I think you are totally right with your last reasoning (where do you get all this from?), and the (possibly genetically inherited) “constantly-looking-for-new-sensations” may be one of clues for our species happiness, making it at the same time one of the main forces for our evolution (if not the main one).

It is a coincidence, but just yesterday I read a thought from Krishnamurti where he implied that the path to true happiness was not in achieving goals but in the learning process that leads to them. He seemed to stress the idea of learning as the ultimate goal itself.

... this is an interesting thought, it seems that after all, we are only learning machines..., this new fact made my day!!

8:38 pm  
Blogger Jac said...

I have no evidence that we are more than 'learning machines'. This does not mean that I do not believe that we are 'real'. Is it that what qualifies us to have a soul is our individual perception that we do? Or is a soul a social construct bestowed on us by the perception of others? As a metaphysical thing, it could be formed or shaped by other souls, I suppose.

In any case, soul or no, what we experience is real. I acknowledge the immutability of our physical reality, but I, like everyone, live slightly elsewhere - in my perception of that reality. Joy. Pain. Hope. Fear. All real. All deserving of empathy and compassion.

I appreciate Bhuddist (I think) ideas which suggest that suffering can be alleviated by training ourselves not to want for things we don't have. Minimising suffering whilst still striving for wisely selected objectives is key, I believe.

1:54 pm  
Blogger Dan said...

Your last line about striving resonates with something I have been aware of for some time: I am too prone to be content. I adjust my expectations to whatever my circumstanes may be and as long as I can fulfil basic needs (food, shelter, friendship) I am content with them.

Of course in a biological sense this is fine. But in a sociological sense it puts me well behind in the rat race. I enjoy basic things so much that I lack that ambition for more complex and difficult things.

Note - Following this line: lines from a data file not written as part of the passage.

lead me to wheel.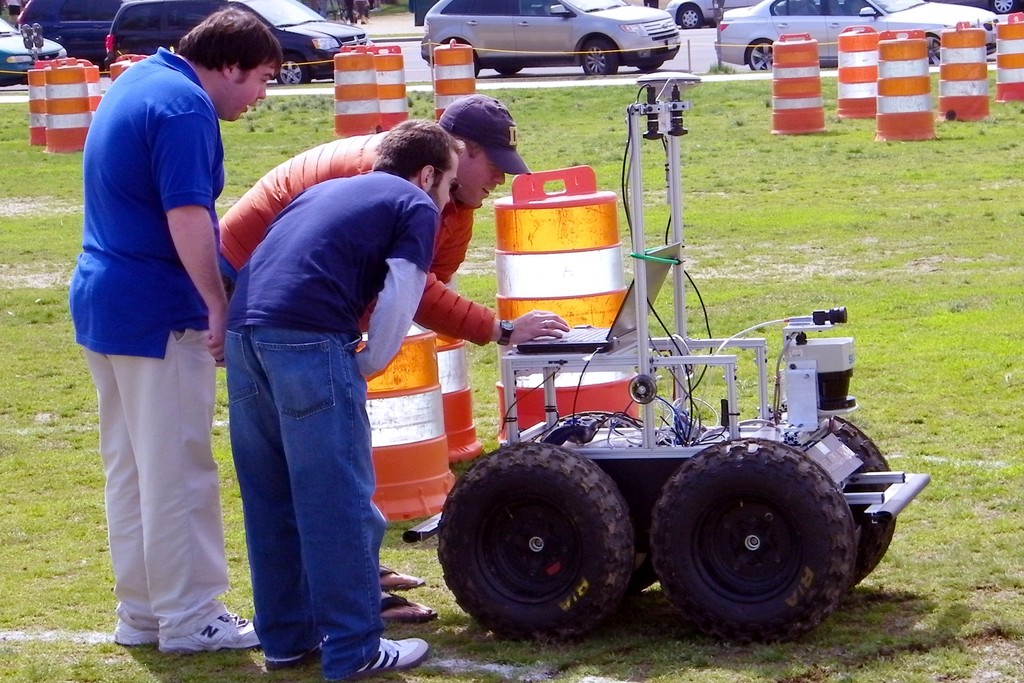
Lead to 495 65 522 75.
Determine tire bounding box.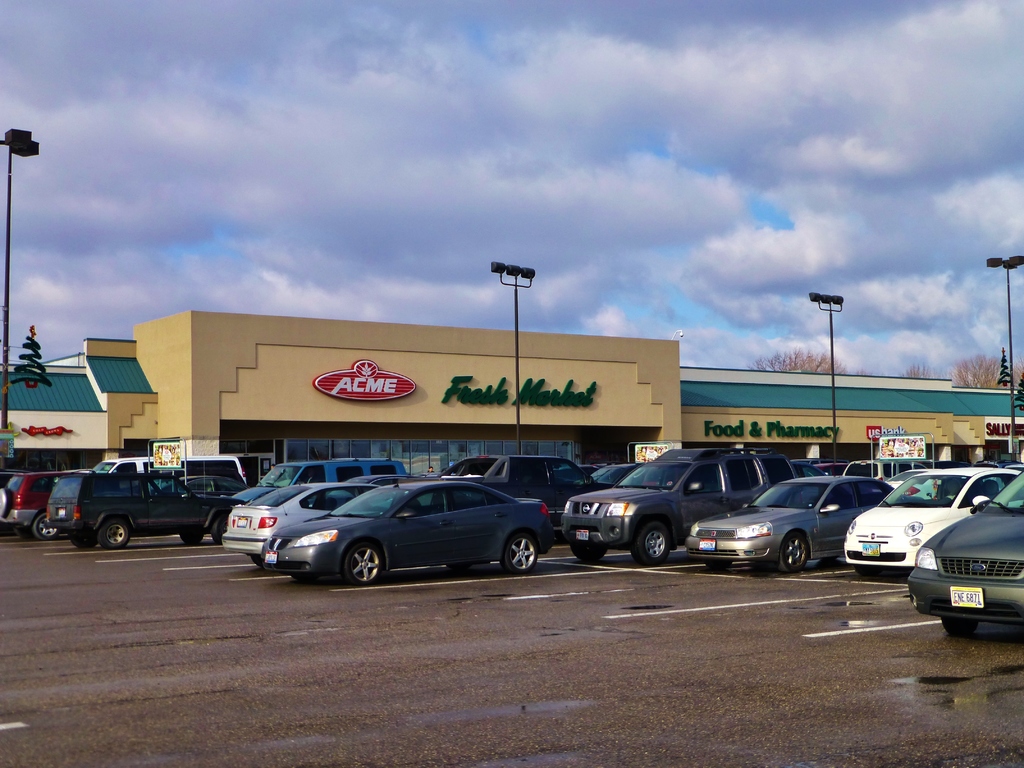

Almost lunchtime... what fun!

12:08 pm  
Blogger Jac said...

You say you are aware that you are "too prone to be content". Is this something that you feel uneasy about your own self, or a judgement you believe that our culture might cast on you?

If you have energy enough to support yourself and sense enough to make provision for your future, I envy you your serenity. I certainly envy you your ability to be enthused by toast. :-)

8:43 pm  
Blogger Dan said...

A lot of it comes from me assuming concerns my culture may have over how I operate. Some of it however comes from me - I would like to have some of those things I am expected to have or do as a person of my age.

There is also the observation on my part that in the short term my contentedness is advantageous but in the long term it may be disadvantageous.

Lest this message seems to gloomy I should say that I do make incremental improvements in my life but it is a geologically slow process!